Spring Permaculture Design Course – Tucson

After 22 years of managing the Permaculture Design course and 35 years of teaching Permaculture, Dan is taking a year long break from organizing it. Permaculture team teachers are currently discussing taking on course organization and promotion and will post an update early in October. If you are interested in attending the Spring 2025 course please email the team at beantreefarm@gmail.com.

Please do not send funds for the course to the SPG PayPal site linked to the ‘Buy Now’ tab below. An alternate payment system will be set up for the 2025 course if it is a go.

The 2025 weekend course dates will be posted in early October if  the course is a go. Thanks for your patience- and thanks to Dan for years of coordination!

Permaculture Design Course Participants – Spring 2024 below

Permaculture Design Course Participants – Spring 2023 below 

Permaculture Design Course Participants – Spring 2022

Permaculture Design Course Participants – Spring 2021

Permaculture Design Course Participants – Spring 2020

Tucson PDC 2017 Group Picture websizePermaculture Design Course Participants – Spring 2019

Class generally runs from 9AM to 5:30 PM each day. The cost for the course is to be determined. There is an OPTIONAL textbook – Introduction to Permaculture by Bill Mollison for supplemental reading. You can complete the course with the 160 page notebook, which is supplied as part of the course fee. Also highly recommended  is Brad Lancaster’s Rainwater Harvesting for Drylands Vol 1. A limited number of partial scholarships are available for the course plus no interest payment schedules.

To give a high quality educational experience, we limit the size of the class. Contact Barbara Rose at beantreefarm@gmail.com to receive more info on the course.

This Permaculture certification course covers all aspects of sustainable design with a Southwest dry lands flavor, including a balance of hands on experience, classroom time, and design practicum. Dynamic exercises encourage pattern recognition, noticing the links between plants and animals, climate, and landforms that make up natural ecosystems. The course focuses on dry land communities with a strong urban, suburban, and semi-rural emphasis, addressing individual site and neighborhood “problems”,  such as storm water flooding. Students learn to read the landscape, to map and analyze energies flowing through a site, and to develop integrated designs for sustainable systems. The weekend format of the course makes it easier for people who hold a week day job to attend and promotes better integration of the course material into daily life. Our course follows the format developed by Bill Mollison and others.

Course topics include agroforestry, appropriate technology, building design, design principles and patterning, site analysis, drylands gardening principles, ecosystem restoration, philosophy and ethics of Permaculture, regenerative community economics, soils and erosion control, village and community design, water harvesting, invisible structures, and many other topics.  The main classroom site is located a mile and a half north of downtown Tucson, and we will visit other Permaculture sites in the Tucson area. Most of the class is held outdoors. This course is taught and facilitated by Dan Dorsey and Barbara Rose, each with thirty years of Permaculture experience, as well as our younger experienced teachers Erick Meza and Emma Stahl-Wert. Also Brad Lancaster will lead a tour of his place during the course. See the profiles for the core teachers here.  See pictures from previous design courses and one day workshops  here.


» **PROBLEM TO SOLVE**
From first line to last, write out the data precisely as shown.
===== RECORDS
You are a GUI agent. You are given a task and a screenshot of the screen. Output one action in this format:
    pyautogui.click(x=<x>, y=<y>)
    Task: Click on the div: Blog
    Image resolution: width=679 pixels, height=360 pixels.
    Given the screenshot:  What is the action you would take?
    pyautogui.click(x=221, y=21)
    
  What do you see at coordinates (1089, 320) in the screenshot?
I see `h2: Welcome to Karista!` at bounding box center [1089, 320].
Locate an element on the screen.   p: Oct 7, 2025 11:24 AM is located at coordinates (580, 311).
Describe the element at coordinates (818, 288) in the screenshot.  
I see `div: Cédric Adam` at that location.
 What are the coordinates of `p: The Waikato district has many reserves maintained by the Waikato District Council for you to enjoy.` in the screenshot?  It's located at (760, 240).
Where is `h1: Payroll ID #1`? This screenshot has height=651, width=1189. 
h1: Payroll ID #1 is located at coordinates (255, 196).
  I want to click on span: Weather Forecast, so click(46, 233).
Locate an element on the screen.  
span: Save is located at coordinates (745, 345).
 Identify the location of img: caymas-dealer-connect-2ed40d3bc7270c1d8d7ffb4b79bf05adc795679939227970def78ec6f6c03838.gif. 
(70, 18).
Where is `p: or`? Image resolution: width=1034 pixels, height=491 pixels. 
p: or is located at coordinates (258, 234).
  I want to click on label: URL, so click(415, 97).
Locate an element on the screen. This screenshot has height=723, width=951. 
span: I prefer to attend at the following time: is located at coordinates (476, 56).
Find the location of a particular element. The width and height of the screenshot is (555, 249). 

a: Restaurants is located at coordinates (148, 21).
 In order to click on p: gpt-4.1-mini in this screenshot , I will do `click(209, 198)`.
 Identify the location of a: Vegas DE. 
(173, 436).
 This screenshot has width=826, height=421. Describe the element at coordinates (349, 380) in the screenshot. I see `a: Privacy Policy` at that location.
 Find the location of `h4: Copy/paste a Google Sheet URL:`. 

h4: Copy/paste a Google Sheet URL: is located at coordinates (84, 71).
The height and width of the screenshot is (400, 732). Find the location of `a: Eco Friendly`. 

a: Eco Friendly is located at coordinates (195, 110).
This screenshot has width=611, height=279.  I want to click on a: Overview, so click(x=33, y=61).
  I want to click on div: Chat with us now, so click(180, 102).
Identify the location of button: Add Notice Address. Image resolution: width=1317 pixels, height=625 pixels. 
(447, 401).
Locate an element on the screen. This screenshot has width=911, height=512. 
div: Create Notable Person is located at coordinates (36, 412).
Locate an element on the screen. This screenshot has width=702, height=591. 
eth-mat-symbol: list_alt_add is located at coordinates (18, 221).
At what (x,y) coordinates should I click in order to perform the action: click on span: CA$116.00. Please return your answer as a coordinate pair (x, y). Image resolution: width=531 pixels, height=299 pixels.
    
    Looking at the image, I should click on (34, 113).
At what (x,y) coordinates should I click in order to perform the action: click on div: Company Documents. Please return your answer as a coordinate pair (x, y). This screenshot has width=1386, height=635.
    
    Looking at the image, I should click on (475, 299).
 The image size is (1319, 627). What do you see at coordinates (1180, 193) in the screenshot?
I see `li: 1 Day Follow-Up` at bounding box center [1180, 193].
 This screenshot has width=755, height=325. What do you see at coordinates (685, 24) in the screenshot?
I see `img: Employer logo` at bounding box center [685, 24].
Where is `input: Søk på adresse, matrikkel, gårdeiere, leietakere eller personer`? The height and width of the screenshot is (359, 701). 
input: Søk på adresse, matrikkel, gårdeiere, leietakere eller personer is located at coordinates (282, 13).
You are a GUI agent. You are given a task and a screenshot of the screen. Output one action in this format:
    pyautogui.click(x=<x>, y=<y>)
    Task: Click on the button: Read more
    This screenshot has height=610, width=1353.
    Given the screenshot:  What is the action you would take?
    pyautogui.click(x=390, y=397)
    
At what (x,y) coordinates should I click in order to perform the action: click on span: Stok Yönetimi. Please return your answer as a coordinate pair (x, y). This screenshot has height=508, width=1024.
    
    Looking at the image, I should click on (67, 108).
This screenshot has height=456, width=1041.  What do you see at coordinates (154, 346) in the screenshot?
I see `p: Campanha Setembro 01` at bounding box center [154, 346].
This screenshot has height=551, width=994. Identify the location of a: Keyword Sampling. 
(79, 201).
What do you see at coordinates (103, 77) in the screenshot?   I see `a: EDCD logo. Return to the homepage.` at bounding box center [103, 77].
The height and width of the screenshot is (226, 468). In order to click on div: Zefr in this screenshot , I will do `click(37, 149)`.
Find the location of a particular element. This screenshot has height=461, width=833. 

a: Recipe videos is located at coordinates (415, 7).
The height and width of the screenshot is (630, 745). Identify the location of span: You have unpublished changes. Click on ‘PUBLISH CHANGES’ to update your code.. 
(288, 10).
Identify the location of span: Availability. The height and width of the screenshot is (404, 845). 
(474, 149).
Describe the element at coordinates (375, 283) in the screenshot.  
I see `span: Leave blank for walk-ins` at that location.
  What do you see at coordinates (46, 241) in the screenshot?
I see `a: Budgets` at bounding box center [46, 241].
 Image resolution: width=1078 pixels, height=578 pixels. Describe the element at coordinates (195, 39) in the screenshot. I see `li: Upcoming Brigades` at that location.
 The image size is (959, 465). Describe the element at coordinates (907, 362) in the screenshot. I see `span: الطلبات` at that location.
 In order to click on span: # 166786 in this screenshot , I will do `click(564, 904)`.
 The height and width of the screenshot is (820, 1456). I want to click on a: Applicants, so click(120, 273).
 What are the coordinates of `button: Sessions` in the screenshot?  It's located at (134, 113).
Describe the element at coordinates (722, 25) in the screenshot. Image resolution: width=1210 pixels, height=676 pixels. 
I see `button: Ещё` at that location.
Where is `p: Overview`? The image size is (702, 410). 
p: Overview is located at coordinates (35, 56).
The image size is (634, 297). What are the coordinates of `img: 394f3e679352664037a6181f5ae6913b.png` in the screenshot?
==========
» **TASK ANSWER**
You are a GUI agent. You are given a task and a screenshot of the screen. Output one action in this format:
    pyautogui.click(x=<x>, y=<y>)
    Task: Click on the div: Blog
    Image resolution: width=679 pixels, height=360 pixels.
    Given the screenshot:  What is the action you would take?
    pyautogui.click(x=221, y=21)
    
  What do you see at coordinates (1089, 320) in the screenshot?
I see `h2: Welcome to Karista!` at bounding box center [1089, 320].
Locate an element on the screen.   p: Oct 7, 2025 11:24 AM is located at coordinates (580, 311).
Describe the element at coordinates (818, 288) in the screenshot.  
I see `div: Cédric Adam` at that location.
 What are the coordinates of `p: The Waikato district has many reserves maintained by the Waikato District Council for you to enjoy.` in the screenshot?  It's located at (760, 240).
Where is `h1: Payroll ID #1`? This screenshot has height=651, width=1189. 
h1: Payroll ID #1 is located at coordinates (255, 196).
  I want to click on span: Weather Forecast, so click(46, 233).
Locate an element on the screen.  
span: Save is located at coordinates (745, 345).
 Identify the location of img: caymas-dealer-connect-2ed40d3bc7270c1d8d7ffb4b79bf05adc795679939227970def78ec6f6c03838.gif. 
(70, 18).
Where is `p: or`? Image resolution: width=1034 pixels, height=491 pixels. 
p: or is located at coordinates (258, 234).
  I want to click on label: URL, so click(415, 97).
Locate an element on the screen. This screenshot has height=723, width=951. 
span: I prefer to attend at the following time: is located at coordinates (476, 56).
Find the location of a particular element. The width and height of the screenshot is (555, 249). 

a: Restaurants is located at coordinates (148, 21).
 In order to click on p: gpt-4.1-mini in this screenshot , I will do `click(209, 198)`.
 Identify the location of a: Vegas DE. 
(173, 436).
 This screenshot has width=826, height=421. Describe the element at coordinates (349, 380) in the screenshot. I see `a: Privacy Policy` at that location.
 Find the location of `h4: Copy/paste a Google Sheet URL:`. 

h4: Copy/paste a Google Sheet URL: is located at coordinates (84, 71).
The height and width of the screenshot is (400, 732). Find the location of `a: Eco Friendly`. 

a: Eco Friendly is located at coordinates (195, 110).
This screenshot has width=611, height=279.  I want to click on a: Overview, so click(x=33, y=61).
  I want to click on div: Chat with us now, so click(180, 102).
Identify the location of button: Add Notice Address. Image resolution: width=1317 pixels, height=625 pixels. 
(447, 401).
Locate an element on the screen. This screenshot has width=911, height=512. 
div: Create Notable Person is located at coordinates (36, 412).
Locate an element on the screen. This screenshot has width=702, height=591. 
eth-mat-symbol: list_alt_add is located at coordinates (18, 221).
At what (x,y) coordinates should I click in order to perform the action: click on span: CA$116.00. Please return your answer as a coordinate pair (x, y). Image resolution: width=531 pixels, height=299 pixels.
    
    Looking at the image, I should click on (34, 113).
At what (x,y) coordinates should I click in order to perform the action: click on div: Company Documents. Please return your answer as a coordinate pair (x, y). This screenshot has width=1386, height=635.
    
    Looking at the image, I should click on (475, 299).
 The image size is (1319, 627). What do you see at coordinates (1180, 193) in the screenshot?
I see `li: 1 Day Follow-Up` at bounding box center [1180, 193].
 This screenshot has width=755, height=325. What do you see at coordinates (685, 24) in the screenshot?
I see `img: Employer logo` at bounding box center [685, 24].
Where is `input: Søk på adresse, matrikkel, gårdeiere, leietakere eller personer`? The height and width of the screenshot is (359, 701). 
input: Søk på adresse, matrikkel, gårdeiere, leietakere eller personer is located at coordinates (282, 13).
You are a GUI agent. You are given a task and a screenshot of the screen. Output one action in this format:
    pyautogui.click(x=<x>, y=<y>)
    Task: Click on the button: Read more
    This screenshot has height=610, width=1353.
    Given the screenshot:  What is the action you would take?
    pyautogui.click(x=390, y=397)
    
At what (x,y) coordinates should I click in order to perform the action: click on span: Stok Yönetimi. Please return your answer as a coordinate pair (x, y). This screenshot has height=508, width=1024.
    
    Looking at the image, I should click on (67, 108).
This screenshot has height=456, width=1041.  What do you see at coordinates (154, 346) in the screenshot?
I see `p: Campanha Setembro 01` at bounding box center [154, 346].
This screenshot has height=551, width=994. Identify the location of a: Keyword Sampling. 
(79, 201).
What do you see at coordinates (103, 77) in the screenshot?   I see `a: EDCD logo. Return to the homepage.` at bounding box center [103, 77].
The height and width of the screenshot is (226, 468). In order to click on div: Zefr in this screenshot , I will do `click(37, 149)`.
Find the location of a particular element. This screenshot has height=461, width=833. 

a: Recipe videos is located at coordinates (415, 7).
The height and width of the screenshot is (630, 745). Identify the location of span: You have unpublished changes. Click on ‘PUBLISH CHANGES’ to update your code.. 
(288, 10).
Identify the location of span: Availability. The height and width of the screenshot is (404, 845). 
(474, 149).
Describe the element at coordinates (375, 283) in the screenshot.  
I see `span: Leave blank for walk-ins` at that location.
  What do you see at coordinates (46, 241) in the screenshot?
I see `a: Budgets` at bounding box center [46, 241].
 Image resolution: width=1078 pixels, height=578 pixels. Describe the element at coordinates (195, 39) in the screenshot. I see `li: Upcoming Brigades` at that location.
 The image size is (959, 465). Describe the element at coordinates (907, 362) in the screenshot. I see `span: الطلبات` at that location.
 In order to click on span: # 166786 in this screenshot , I will do `click(564, 904)`.
 The height and width of the screenshot is (820, 1456). I want to click on a: Applicants, so click(120, 273).
 What are the coordinates of `button: Sessions` in the screenshot?  It's located at (134, 113).
Describe the element at coordinates (722, 25) in the screenshot. Image resolution: width=1210 pixels, height=676 pixels. 
I see `button: Ещё` at that location.
Where is `p: Overview`? The image size is (702, 410). 
p: Overview is located at coordinates (35, 56).
The image size is (634, 297). What are the coordinates of `img: 394f3e679352664037a6181f5ae6913b.png` in the screenshot?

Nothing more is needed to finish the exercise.